The largest civil money penalty the CMS has ever imposed went to UnitedHealth Group, the parent of UnitedHealthcare. The insurer had to pay $2.2 million in 2012 (PDF) for its Medicare coverage infractions. But with 3 million Medicare Advantage members and more than $44 billion in Medicare revenue, the fine was a mere drop in the bucket and something Potter said is “potentially the cost of doing business.”
However, Dan Mendelson, CEO of consulting firm Avalere Health, said the penalties are a “badge of shame” and meaningfully impact many plans. And the CMS wants to root out the bad practices, not necessarily the players. “What they want is for their business partners to come into compliance with their policies,” he said.
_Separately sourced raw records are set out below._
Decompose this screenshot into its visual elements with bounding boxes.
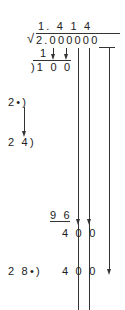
subtrahend-2: 9 6 <box>50 209 72 221</box>
divisor-trial-3: 2 8•) <box>8 265 42 277</box>
radicand: 2.000000 <box>36 34 99 46</box>
radical-sign: √ <box>27 33 36 45</box>
remainder-3: 4 0 0 <box>62 265 97 277</box>
sub-underline <box>50 221 70 222</box>
quotient: 1. 4 1 4 <box>38 20 92 32</box>
divisor-trial-1: 2•) <box>8 96 28 108</box>
remainder-2: 4 0 0 <box>62 227 97 239</box>
pair-underline <box>99 47 115 48</box>
divisor-trial-2: 2 4) <box>8 136 36 148</box>
long-arrow-line <box>109 48 110 270</box>
first-subtrahend: 1 <box>40 47 48 59</box>
down-arrow-icon <box>87 219 91 225</box>
down-arrow-icon <box>76 219 80 225</box>
divisor-arrow-line <box>24 107 25 132</box>
first-remainder: )1 0 0 <box>31 61 72 73</box>
down-arrow-icon <box>107 269 111 275</box>
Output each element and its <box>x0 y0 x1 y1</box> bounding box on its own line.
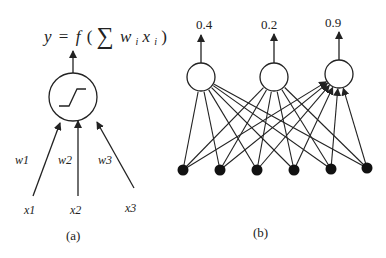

The other five actions the CMS took this year were suspensions of enrollment and marketing—a sanction Gorman says could be a “kiss of death” because it could lead to lower bonus payments tied to the plan's Medicare Advantage star ratings for quality or termination from the program in a worst-case scenario. These types of intermediate suspensions, which fall short of booting a plan from Medicare, could last anywhere from seven months to two years. The CMS said they last “as long as it takes for the sponsor to demonstrate to CMS that the deficiencies have been corrected and are not likely to recur.”
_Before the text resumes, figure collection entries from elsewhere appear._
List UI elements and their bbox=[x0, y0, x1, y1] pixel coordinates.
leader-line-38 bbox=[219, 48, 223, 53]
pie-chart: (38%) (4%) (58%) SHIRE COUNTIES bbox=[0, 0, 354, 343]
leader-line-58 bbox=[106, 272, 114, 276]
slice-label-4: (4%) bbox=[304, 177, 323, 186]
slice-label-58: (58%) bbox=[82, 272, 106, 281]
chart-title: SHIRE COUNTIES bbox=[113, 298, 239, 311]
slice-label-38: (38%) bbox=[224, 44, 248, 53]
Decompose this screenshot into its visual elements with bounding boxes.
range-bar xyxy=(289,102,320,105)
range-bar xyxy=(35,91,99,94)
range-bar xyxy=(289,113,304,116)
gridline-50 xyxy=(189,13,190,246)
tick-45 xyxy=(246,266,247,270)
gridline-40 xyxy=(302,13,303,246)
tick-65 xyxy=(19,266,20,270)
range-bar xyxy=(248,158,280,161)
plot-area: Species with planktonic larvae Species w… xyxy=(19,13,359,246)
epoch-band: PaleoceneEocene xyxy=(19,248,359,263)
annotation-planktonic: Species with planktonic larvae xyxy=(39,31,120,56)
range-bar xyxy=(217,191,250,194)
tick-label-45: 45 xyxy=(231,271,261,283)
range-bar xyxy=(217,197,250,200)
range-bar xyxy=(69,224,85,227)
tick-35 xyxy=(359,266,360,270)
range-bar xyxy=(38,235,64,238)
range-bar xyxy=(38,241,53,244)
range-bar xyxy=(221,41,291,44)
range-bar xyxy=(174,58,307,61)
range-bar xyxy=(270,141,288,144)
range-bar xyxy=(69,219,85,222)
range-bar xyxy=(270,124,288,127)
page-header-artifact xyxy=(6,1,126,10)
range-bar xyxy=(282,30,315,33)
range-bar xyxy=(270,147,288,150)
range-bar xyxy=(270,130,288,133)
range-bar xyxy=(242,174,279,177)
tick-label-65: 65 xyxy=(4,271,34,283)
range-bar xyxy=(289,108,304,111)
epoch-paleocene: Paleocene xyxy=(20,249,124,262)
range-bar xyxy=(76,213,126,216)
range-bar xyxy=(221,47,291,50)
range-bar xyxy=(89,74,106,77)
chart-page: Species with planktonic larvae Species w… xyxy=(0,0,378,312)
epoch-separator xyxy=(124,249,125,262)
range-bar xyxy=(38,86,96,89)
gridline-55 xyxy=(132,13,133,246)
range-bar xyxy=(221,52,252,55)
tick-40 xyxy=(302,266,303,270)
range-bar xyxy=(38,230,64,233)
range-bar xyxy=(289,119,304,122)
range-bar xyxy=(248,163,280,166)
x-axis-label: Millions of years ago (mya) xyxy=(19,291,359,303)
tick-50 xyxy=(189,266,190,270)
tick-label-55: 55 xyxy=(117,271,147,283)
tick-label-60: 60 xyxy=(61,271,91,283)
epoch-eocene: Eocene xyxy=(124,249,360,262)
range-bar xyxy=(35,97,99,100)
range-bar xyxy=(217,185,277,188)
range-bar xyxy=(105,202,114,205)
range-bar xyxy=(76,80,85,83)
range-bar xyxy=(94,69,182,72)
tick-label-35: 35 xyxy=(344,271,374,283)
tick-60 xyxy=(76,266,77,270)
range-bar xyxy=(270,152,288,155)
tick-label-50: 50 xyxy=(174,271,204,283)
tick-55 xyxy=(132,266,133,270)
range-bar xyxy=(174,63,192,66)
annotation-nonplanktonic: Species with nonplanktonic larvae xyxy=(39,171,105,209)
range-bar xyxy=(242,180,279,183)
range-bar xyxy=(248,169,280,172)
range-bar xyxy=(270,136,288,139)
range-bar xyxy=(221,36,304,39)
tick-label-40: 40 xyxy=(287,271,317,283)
SummaCare, a managed-care plan owned by Akron, Ohio-based Summa Health System, had its Medicare plan suspended in August (PDF). In a statement, outgoing CEO Marty Hauser said: “We are obviously extremely disappointed in the results of the recent CMS audit. We pledge to our valued members that we will resolve any and all deficiencies cited by CMS.”
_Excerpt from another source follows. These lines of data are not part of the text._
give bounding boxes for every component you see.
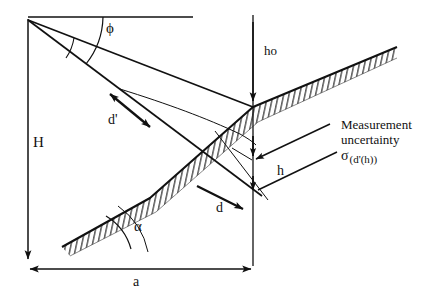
label-height-h: h [277,163,284,179]
label-distance-d: d [216,200,223,216]
annotation-line-2: uncertainty [341,133,412,148]
label-angle-alpha: α [134,218,142,235]
label-height-H: H [33,134,44,151]
sigma-subscript: (d'(h)) [350,153,378,165]
uncertainty-leader-lower [258,152,337,190]
diagram-canvas: H ϕ d' ho h d α a Measurement uncertaint… [0,0,432,300]
measurement-uncertainty-annotation: Measurement uncertainty σ(d'(h)) [341,118,412,164]
label-baseline-a: a [133,274,139,290]
annotation-line-1: Measurement [341,118,412,133]
sight-ray-upper [28,20,253,107]
label-height-ho: ho [264,44,277,59]
sight-ray-lower [28,20,262,196]
label-angle-phi: ϕ [106,20,114,37]
label-distance-d-prime: d' [108,112,118,128]
sigma-symbol: σ [341,148,349,163]
annotation-sigma-expression: σ(d'(h)) [341,148,412,164]
uncertainty-leader-upper [256,124,330,159]
uncertainty-fan-lines [215,131,268,200]
angle-phi-arc [66,17,103,64]
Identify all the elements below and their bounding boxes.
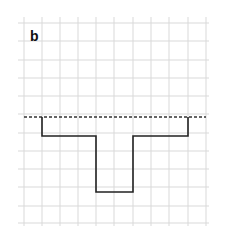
step-profile-line — [42, 117, 188, 192]
grid-lines — [18, 17, 209, 226]
panel-label: b — [30, 28, 39, 44]
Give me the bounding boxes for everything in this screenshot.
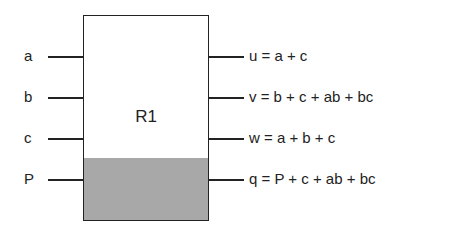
block-r1: R1 — [83, 15, 209, 221]
output-line — [209, 56, 244, 58]
shaded-region — [84, 158, 208, 220]
input-line — [48, 97, 83, 99]
output-label: q = P + c + ab + bc — [249, 170, 375, 188]
input-line — [48, 56, 83, 58]
output-label: w = a + b + c — [249, 129, 335, 147]
output-line — [209, 97, 244, 99]
input-line — [48, 138, 83, 140]
input-label: b — [24, 88, 32, 106]
output-line — [209, 179, 244, 181]
input-label: a — [24, 47, 32, 65]
input-line — [48, 179, 83, 181]
output-label: u = a + c — [249, 47, 307, 65]
output-label: v = b + c + ab + bc — [249, 88, 373, 106]
input-label: c — [24, 129, 32, 147]
input-label: P — [24, 170, 34, 188]
output-line — [209, 138, 244, 140]
block-label: R1 — [84, 107, 208, 127]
America's Health Insurance Plans, the industry lobbying group, said despite growing numbers of fines and intermediate sanctions, Medicare Advantage plans take their obligations seriously.
“Notably, the high levels of satisfaction are testament to plans' commitment to the beneficiaries they serve,” AHIP spokeswoman Clare Krusing said in a statement. “Health plans are held accountable by CMS through numerous regulations and guidance that change on a regular basis, and they work with the agency to remedy issues identified by program audits.”
A vast majority of the CMS' actions originate from auditors combing through the insurers' business, said Larry Kocot, an attorney at Epstein Becker Green who works with Medicare Advantage companies. Those audits, he argues, have shortcomings.
“Auditors can be subjective and sometimes just plain wrong,” said Kocot, a former CMS senior adviser. “CMS is looking for systematic deficiencies, but sometimes it doesn't work out that way. And even the best-run plans will pay the price from a bad audit.”
Even when the audit findings are legitimate, the impact of the penalties is limited because few consumers have any idea that a plan has been reprimanded, said Potter.
Gorman, though, said many of the cited problems have simple fixes—like better training of employees in a health plan's member service department—and the CMS is determined to get plans to make them.
Phoenix Health Plans, which is part of hospital giant Tenet Healthcare Corp., said in a statement the company has responded to the enforcement action with increased oversight of operations, and more robust internal audits and staff training. “Phoenix Health Plans looks forward to demonstrating improved performance to CMS in future audits,” Wendy Carver, the insurer's chief compliance officer, said in the statement.
“As long as CMS accelerates this carrot and starts carrying a bigger stick, they are going to get the results they want,” Gorman said. “And there's going to be a lot of roadkill along the way.”